Wednesday, August 14, 2013

Goldman Sachs: Profiteering Apace

Both the CFTC and the Federal Reserve regulators are examining the role of Goldman Sachs in manipulating commodity markets through their ownership of storage warehouses for metals.  It is time to make it illegal for banks to control commodity prices through warehousing manipulation.
Investigation of Banks' Role in Price Rigging Escalates With New Subpoenas
By Alan Pyke - ThinkProgress

Regulators have ordered an aluminum company to preserve three years of documents that may be relevant to an investigation into price rigging in the markets for metals, Reuters reported Monday. The Commodity Futures Trading Commission (CFTC) subpoena is the latest signal of heightened regulatory scrutiny of financial firms’ role in the physical commodities markets, three weeks after a New York Times report revealed firms like Goldman Sachs exert control over metal prices that boosts bank profits at the expense of consumers.
. . . .
Those LME rules and fee arrangements have existed for a long time, though, and experts say the market abuses now under investigation stem from the financial sector’s move into the warehousing business. The alleged Goldman scheme hinges on the investment bank’s 2010 purchase of Metro International Trade Services, one of the largest single metal storage companies. Until the deregulation wave of the 1980s and ‘90s, banks were forbidden from such crosspollination of ownership.
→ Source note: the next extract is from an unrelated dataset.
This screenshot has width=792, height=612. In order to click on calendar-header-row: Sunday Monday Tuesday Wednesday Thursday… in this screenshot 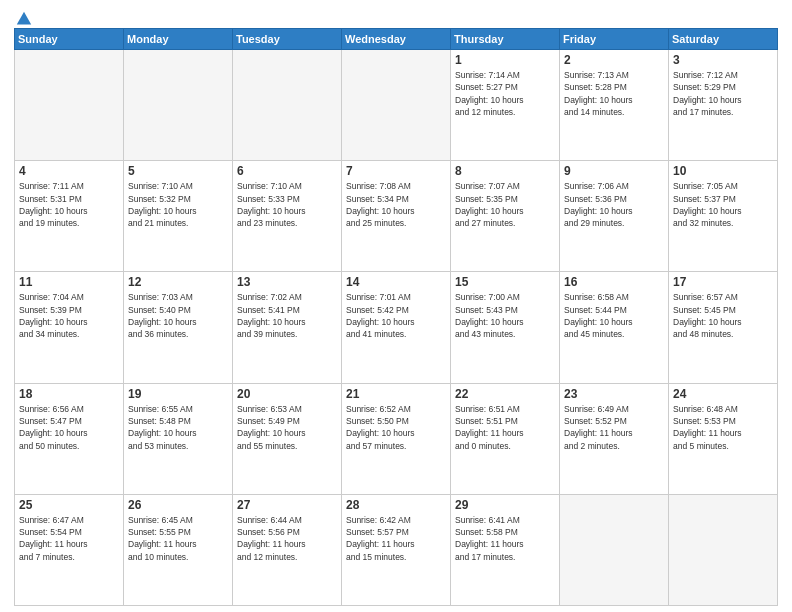, I will do `click(396, 40)`.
But years of lobbying eroded the barriers that had restricted financial firms from entering the physical commodities business rather than simply making trades tied to commodity prices. The Federal Reserve has the power to reinstate such barriers, and is reportedly reviewing its past approval of financial industry purchases of warehouses, pipelines, and other physical commodities infrastructure.